## DIRECTIONS
Write out word for word each line from the one containing "At what (x,y)" through the close of the listing, including both ends. Pictures do not belong in the copy.

--- EXCERPTED RECORDS Enclosed Below ---

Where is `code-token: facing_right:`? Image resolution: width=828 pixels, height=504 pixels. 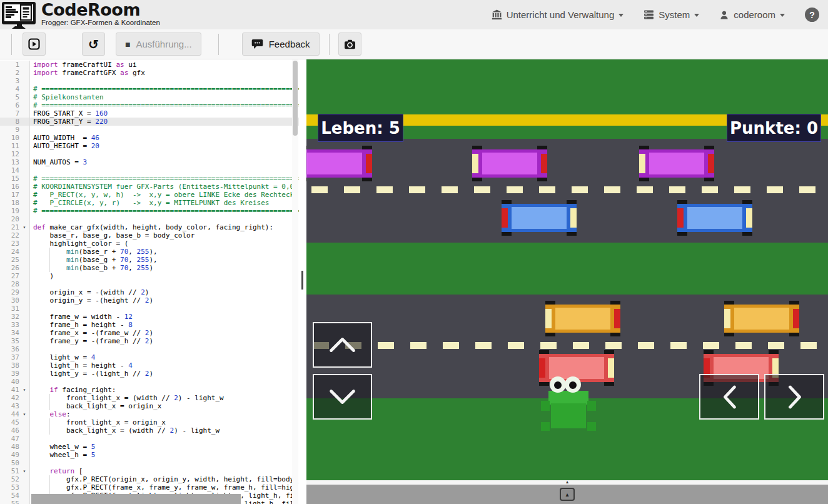
code-token: facing_right: is located at coordinates (88, 390).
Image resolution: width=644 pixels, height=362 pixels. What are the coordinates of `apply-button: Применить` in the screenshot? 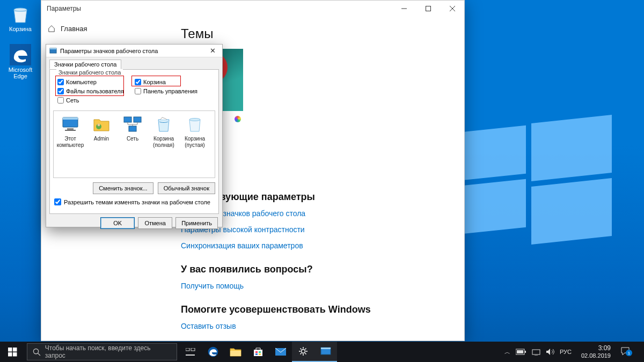 It's located at (196, 223).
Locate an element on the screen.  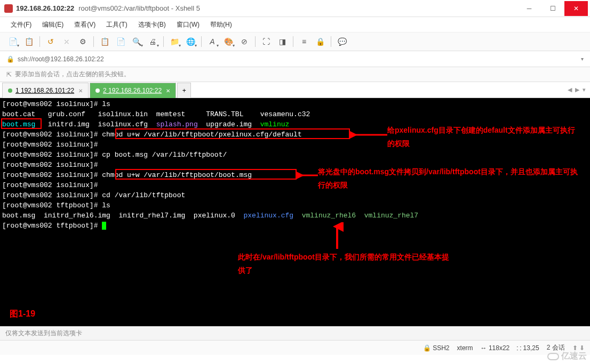
address-dropdown-icon: ▾ is located at coordinates (583, 59).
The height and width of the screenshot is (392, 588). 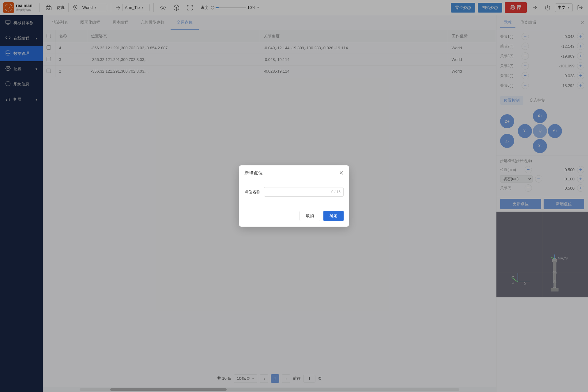 What do you see at coordinates (294, 194) in the screenshot?
I see `modal-body: 点位名称 0 / 15` at bounding box center [294, 194].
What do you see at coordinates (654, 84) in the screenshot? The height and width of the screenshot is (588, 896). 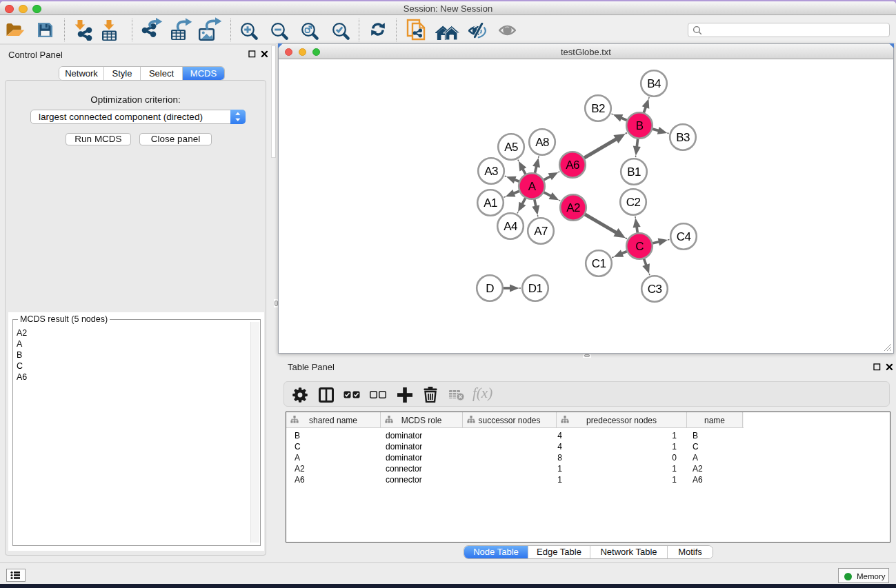 I see `svg-text: B4` at bounding box center [654, 84].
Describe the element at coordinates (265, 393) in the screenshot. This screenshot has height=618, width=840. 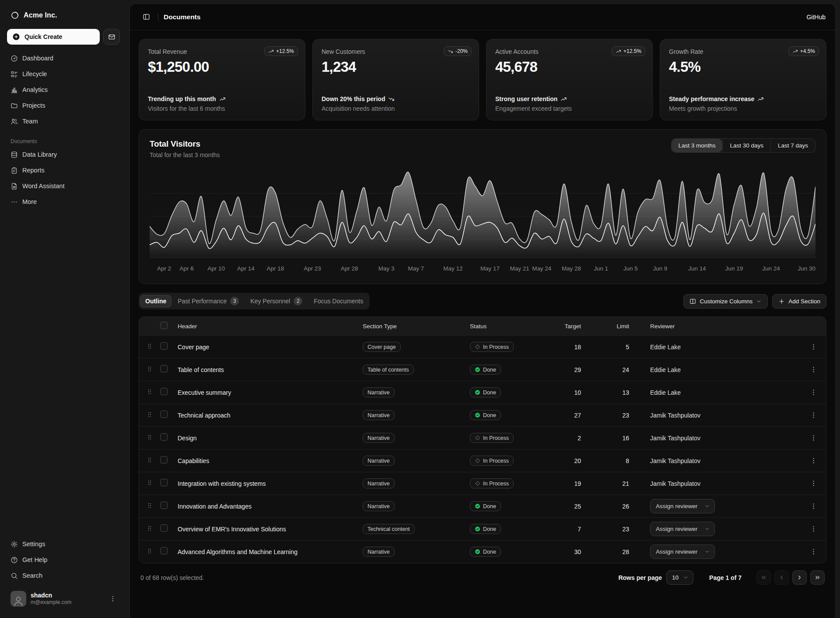
I see `row-header-link: Executive summary` at that location.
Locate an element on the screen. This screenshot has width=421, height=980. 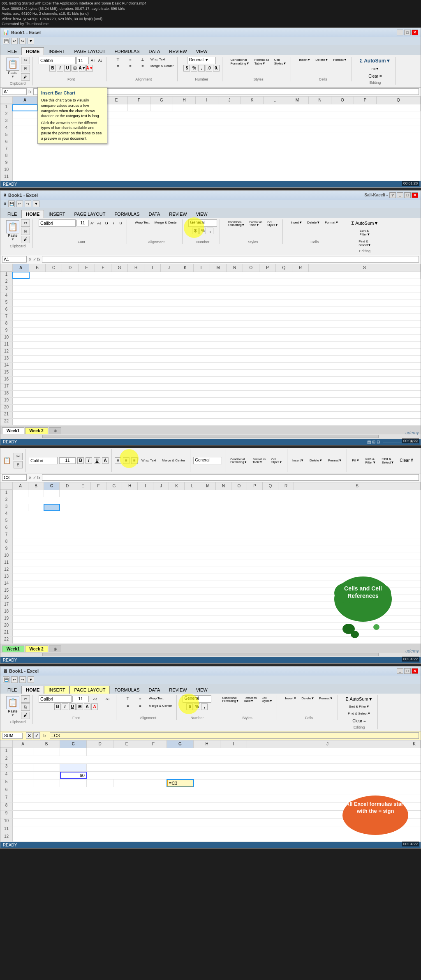
find-select-btn-2: Find &Select▼ is located at coordinates (365, 243).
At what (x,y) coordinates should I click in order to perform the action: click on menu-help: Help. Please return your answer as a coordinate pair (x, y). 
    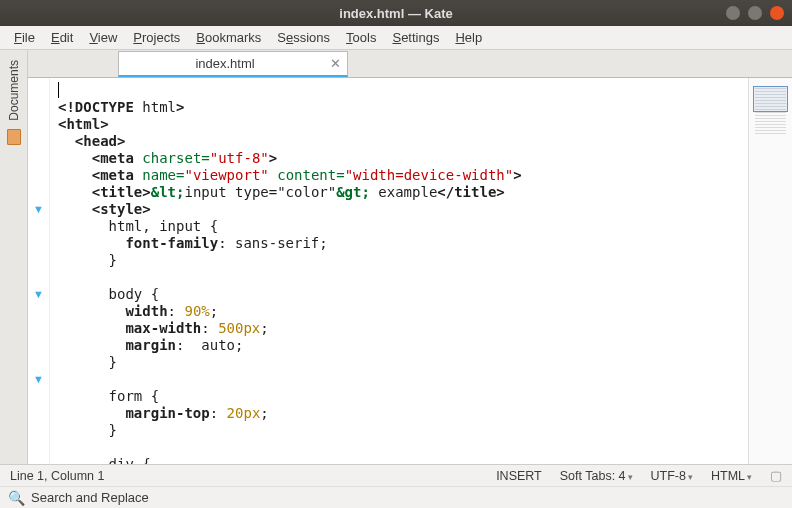
    Looking at the image, I should click on (468, 38).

--- End of Enclosed EXCERPTED RECORDS ---

## RESULT OF THE TASK
At what (x,y) coordinates should I click in order to perform the action: click on menu-help: Help. Please return your answer as a coordinate pair (x, y). 
    Looking at the image, I should click on (468, 38).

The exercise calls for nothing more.